This would account for the massive outpouring of grief across the nation for a politician who retired 13 years ago and hasn’t uttered a word in public in the past 11 years.

Vajpayee was prime minister three times—two short terms and one complete term. His cumulative reign of six years, two months and 16 days is laden with good deeds which the nation should be grateful for.

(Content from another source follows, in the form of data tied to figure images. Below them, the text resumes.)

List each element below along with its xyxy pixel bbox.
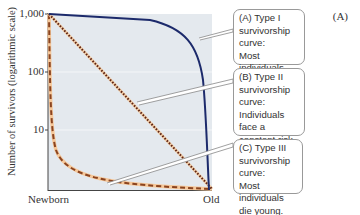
callout-type2-line: Individuals face a xyxy=(239,109,300,134)
x-tick-label-old: Old xyxy=(203,193,220,205)
callout-type3-title: (C) Type III xyxy=(239,142,298,155)
y-tick-label-10: 10 xyxy=(4,123,44,135)
survivorship-chart xyxy=(0,0,360,215)
y-tick-label-1000: 1,000 xyxy=(4,7,44,19)
callout-type1: (A) Type I survivorship curve: Most indi… xyxy=(233,9,305,65)
y-tick-label-100: 100 xyxy=(4,65,44,77)
y-axis-label: Number of survivors (logarithmic scale) xyxy=(6,26,20,176)
callout-type1-title: (A) Type I xyxy=(239,12,300,25)
callout-type2: (B) Type II survivorship curve: Individu… xyxy=(233,68,305,136)
callout-type3-line: Most individuals xyxy=(239,180,298,205)
callout-type2-title: (B) Type II xyxy=(239,71,300,84)
callout-type3-line: die young. xyxy=(239,205,298,215)
panel-label: (A) xyxy=(333,10,348,22)
x-tick-label-newborn: Newborn xyxy=(28,193,69,205)
callout-type3: (C) Type III survivorship curve: Most in… xyxy=(233,139,303,194)
callout-type3-line: survivorship curve: xyxy=(239,155,298,180)
callout-type2-line: survivorship curve: xyxy=(239,84,300,109)
callout-type1-line: survivorship curve: xyxy=(239,25,300,50)
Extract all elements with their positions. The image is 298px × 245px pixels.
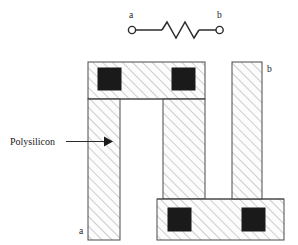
poly-left-vertical-leg [88, 99, 120, 240]
terminal-a-node [128, 26, 135, 33]
resistor-zigzag [162, 22, 199, 38]
contact-top-right [172, 68, 195, 90]
poly-middle-vertical-leg [163, 99, 205, 199]
schematic-label-a: a [129, 10, 134, 20]
schematic-label-b: b [217, 10, 222, 20]
polysilicon-callout-label: Polysilicon [10, 136, 55, 147]
polysilicon-layout: a b [79, 62, 284, 240]
resistor-symbol: a b [128, 10, 223, 38]
contact-bottom-left [168, 208, 191, 231]
contact-top-left [98, 68, 121, 90]
figure-root: a b a b [0, 0, 298, 245]
terminal-b-node [216, 26, 223, 33]
layout-label-a: a [79, 226, 84, 236]
figure-canvas: a b a b [0, 0, 298, 245]
layout-label-b: b [267, 64, 272, 74]
poly-right-vertical-leg [232, 62, 262, 199]
contact-bottom-right [242, 208, 265, 231]
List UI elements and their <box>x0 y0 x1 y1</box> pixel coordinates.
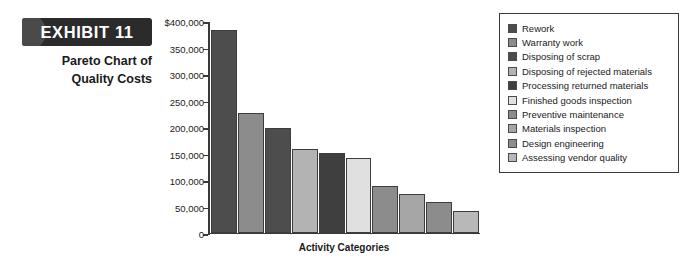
bar-series <box>211 21 479 233</box>
y-axis-tick-mark <box>203 102 208 104</box>
legend-label: Disposing of scrap <box>522 51 600 62</box>
plot-area <box>208 22 480 234</box>
bar <box>265 128 291 233</box>
y-axis-tick-label: 100,000 <box>150 176 204 187</box>
legend-label: Processing returned materials <box>522 80 648 91</box>
legend-swatch-icon <box>508 153 517 162</box>
bar <box>372 186 398 233</box>
x-axis-label: Activity Categories <box>208 242 480 253</box>
legend-item: Rework <box>508 21 672 35</box>
legend-swatch-icon <box>508 96 517 105</box>
y-axis-tick-mark <box>203 22 208 24</box>
y-axis-tick-label: 300,000 <box>150 70 204 81</box>
y-axis-tick-mark <box>203 181 208 183</box>
legend-swatch-icon <box>508 110 517 119</box>
exhibit-badge-label: EXHIBIT 11 <box>40 23 133 42</box>
legend-item: Assessing vendor quality <box>508 151 672 165</box>
legend-swatch-icon <box>508 139 517 148</box>
legend-label: Materials inspection <box>522 123 606 134</box>
bar <box>238 113 264 232</box>
legend-swatch-icon <box>508 52 517 61</box>
legend-item: Preventive maintenance <box>508 107 672 121</box>
chart-legend: ReworkWarranty workDisposing of scrapDis… <box>499 13 679 173</box>
legend-swatch-icon <box>508 124 517 133</box>
y-axis-tick-mark <box>203 49 208 51</box>
y-axis-tick-label: $400,000 <box>150 17 204 28</box>
y-axis-tick-label: 200,000 <box>150 123 204 134</box>
y-axis-tick-label: 0 <box>150 229 204 240</box>
legend-label: Finished goods inspection <box>522 95 632 106</box>
legend-item: Disposing of scrap <box>508 50 672 64</box>
legend-item: Materials inspection <box>508 122 672 136</box>
chart: $400,000350,000300,000250,000200,000150,… <box>150 10 490 265</box>
legend-swatch-icon <box>508 24 517 33</box>
legend-swatch-icon <box>508 38 517 47</box>
y-axis-tick-label: 250,000 <box>150 96 204 107</box>
legend-label: Disposing of rejected materials <box>522 66 652 77</box>
bar <box>319 153 345 233</box>
bar <box>211 30 237 233</box>
bar <box>426 202 452 233</box>
bar <box>399 194 425 232</box>
legend-label: Design engineering <box>522 138 604 149</box>
bar <box>346 158 372 233</box>
bar <box>453 211 479 232</box>
legend-item: Warranty work <box>508 35 672 49</box>
legend-label: Assessing vendor quality <box>522 152 627 163</box>
exhibit-title: Pareto Chart ofQuality Costs <box>0 52 152 88</box>
y-axis: $400,000350,000300,000250,000200,000150,… <box>150 10 204 234</box>
bar <box>292 149 318 233</box>
y-axis-tick-mark <box>203 155 208 157</box>
x-axis-line <box>208 233 480 235</box>
y-axis-tick-label: 150,000 <box>150 149 204 160</box>
y-axis-tick-mark <box>203 75 208 77</box>
y-axis-tick-mark <box>203 208 208 210</box>
legend-label: Rework <box>522 23 554 34</box>
exhibit-badge: EXHIBIT 11 <box>22 18 152 46</box>
y-axis-tick-label: 350,000 <box>150 43 204 54</box>
y-axis-tick-mark <box>203 128 208 130</box>
y-axis-tick-label: 50,000 <box>150 202 204 213</box>
y-axis-tick-mark <box>203 234 208 236</box>
y-axis-line <box>208 22 210 235</box>
legend-label: Preventive maintenance <box>522 109 624 120</box>
legend-item: Finished goods inspection <box>508 93 672 107</box>
legend-item: Processing returned materials <box>508 79 672 93</box>
legend-item: Disposing of rejected materials <box>508 64 672 78</box>
legend-swatch-icon <box>508 67 517 76</box>
legend-item: Design engineering <box>508 136 672 150</box>
legend-label: Warranty work <box>522 37 583 48</box>
legend-swatch-icon <box>508 81 517 90</box>
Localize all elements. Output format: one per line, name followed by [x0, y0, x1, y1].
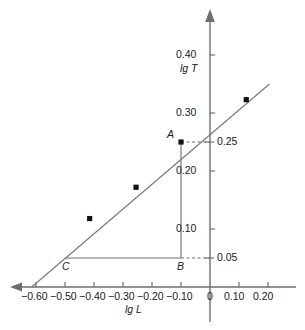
y-tick-label: 0.40 [176, 48, 196, 60]
x-tick-label: 0 [207, 290, 213, 302]
y-axis-title: lg T [180, 62, 198, 74]
data-points-group [87, 97, 249, 221]
y-tick-label: 0.10 [176, 222, 196, 234]
point-label-b: B [177, 260, 184, 272]
data-point-marker [133, 185, 138, 190]
x-tick-label: −0.50 [50, 290, 77, 302]
x-tick-label: −0.10 [166, 290, 193, 302]
x-axis-title: lg L [125, 303, 142, 315]
plot-canvas [0, 0, 305, 330]
x-tick-label: 0.10 [224, 290, 244, 302]
data-point-marker [178, 139, 183, 144]
point-label-a: A [167, 128, 174, 140]
y-tick-label: 0.20 [176, 164, 196, 176]
reference-value-label: 0.05 [217, 251, 237, 263]
y-axis-arrow-icon [205, 9, 215, 22]
point-label-c: C [62, 260, 70, 272]
x-tick-label: −0.40 [79, 290, 106, 302]
x-tick-label: −0.60 [21, 290, 48, 302]
y-tick-label: 0.30 [176, 106, 196, 118]
x-tick-label: −0.30 [108, 290, 135, 302]
data-point-marker [87, 216, 92, 221]
data-point-marker [244, 97, 249, 102]
x-tick-label: −0.20 [137, 290, 164, 302]
reference-value-label: 0.25 [217, 135, 237, 147]
axes-group [10, 9, 296, 322]
x-tick-label: 0.20 [253, 290, 273, 302]
chart-figure: −0.60−0.50−0.40−0.30−0.20−0.1000.100.200… [0, 0, 305, 330]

For Vajpayee, India’s national interests were supreme, be it in the realm of national security, defence, diplomacy or robust economic growth. He laid the course for a 21st century India that successive government­s have only continued to steer. From the economic liberalisa­tion begun by his predecesso­r Narasimha Rao, which meant shedding loss-making public sector undertakin­gs, initiating a programme to build worldclass infrastruc­ture, beginning the telecom and aviation revolution­s and overseeing a historic increase in India’s foreign exchange reserves. He articulate­d the best line forward for Kashmir, which is now being echoed in the current administra­tion after a disastrous fourand-a-half years. It is the policy of insaniyat, jamhooriya­t and Kashmiriya­t, loosely translated to mean humanity, democracy and the state’s age-old sociocultu­ral values. All of these gambits came even as he balanced a fragile 22-party coalition and battled his ideologica­l parent, the RSS, that opposed his vision. Vajpayee prevailed because, at the end of the day, he had the stature and the magnanimit­y to carry everyone with him.

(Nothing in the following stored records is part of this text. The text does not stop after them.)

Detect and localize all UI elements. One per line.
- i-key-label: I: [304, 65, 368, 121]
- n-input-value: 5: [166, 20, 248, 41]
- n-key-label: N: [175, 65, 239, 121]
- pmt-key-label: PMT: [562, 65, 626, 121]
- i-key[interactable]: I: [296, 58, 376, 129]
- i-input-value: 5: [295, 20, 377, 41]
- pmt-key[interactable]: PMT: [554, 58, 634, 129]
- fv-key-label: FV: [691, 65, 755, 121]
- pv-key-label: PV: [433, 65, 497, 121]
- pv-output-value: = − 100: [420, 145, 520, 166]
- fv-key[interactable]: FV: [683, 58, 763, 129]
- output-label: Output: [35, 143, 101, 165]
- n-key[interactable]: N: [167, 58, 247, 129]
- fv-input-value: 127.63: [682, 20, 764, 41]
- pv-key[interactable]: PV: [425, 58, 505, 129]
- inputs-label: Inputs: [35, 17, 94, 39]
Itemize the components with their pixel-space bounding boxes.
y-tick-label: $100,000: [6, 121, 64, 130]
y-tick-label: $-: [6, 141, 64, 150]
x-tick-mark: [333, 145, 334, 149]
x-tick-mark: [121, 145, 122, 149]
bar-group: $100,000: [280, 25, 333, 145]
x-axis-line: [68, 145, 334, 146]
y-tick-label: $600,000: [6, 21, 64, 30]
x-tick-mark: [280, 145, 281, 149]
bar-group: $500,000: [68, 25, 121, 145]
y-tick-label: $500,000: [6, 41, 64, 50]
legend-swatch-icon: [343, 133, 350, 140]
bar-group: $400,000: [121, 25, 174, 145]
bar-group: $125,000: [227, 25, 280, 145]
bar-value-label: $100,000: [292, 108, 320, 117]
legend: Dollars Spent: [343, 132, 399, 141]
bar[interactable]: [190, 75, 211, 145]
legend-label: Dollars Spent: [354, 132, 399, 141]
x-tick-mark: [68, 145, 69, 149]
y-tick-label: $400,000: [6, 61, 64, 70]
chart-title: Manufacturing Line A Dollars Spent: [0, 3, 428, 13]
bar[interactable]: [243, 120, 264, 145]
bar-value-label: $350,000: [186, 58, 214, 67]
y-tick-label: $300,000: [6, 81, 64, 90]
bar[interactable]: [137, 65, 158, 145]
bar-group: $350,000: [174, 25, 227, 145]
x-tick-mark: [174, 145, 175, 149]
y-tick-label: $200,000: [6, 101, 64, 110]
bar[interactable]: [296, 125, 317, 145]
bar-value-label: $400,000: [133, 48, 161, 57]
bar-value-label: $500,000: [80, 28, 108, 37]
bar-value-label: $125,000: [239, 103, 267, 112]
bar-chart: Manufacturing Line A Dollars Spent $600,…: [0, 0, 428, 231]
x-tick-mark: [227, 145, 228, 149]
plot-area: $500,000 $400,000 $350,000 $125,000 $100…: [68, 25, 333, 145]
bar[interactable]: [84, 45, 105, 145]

He responded to a deteriorat­ing regional security environmen­t with alacrity by bringing the Bomb out of the closet. This, at the risk of dealing with the fallout of severe internatio­nal opprobrium. “India had to be self-reliant in its defence. We just can’t depend on others to come to our rescue,” he said.

He did not leap aboard the US bandwagon for the invasion of Iraq in 2003, that we now know to be one of this century’s greatest geopolitic­al blunders, again, because it was not in India’s national interest. His historic bus journey to Lahore demonstrat­ed a willingnes­s to take big risks for peace even as his decisive leadership proved vital for India’s Kargil victory, turning adversity into triumph. He endured Pakistan’s perfidies—the Kargil War and the December 13, 2001, attack on Parliament—to push for peace, because, as he famously said, you can change friends, but not your neighbours. This was also the reason why, in 2003, he resumed an outreach to China, which he began as a foreign minister in 1977.

The Vajpayee era is, therefore, essential for understand­ing the India of the early 21st century even as it is projected to become the world’s third-largest economy by 2030.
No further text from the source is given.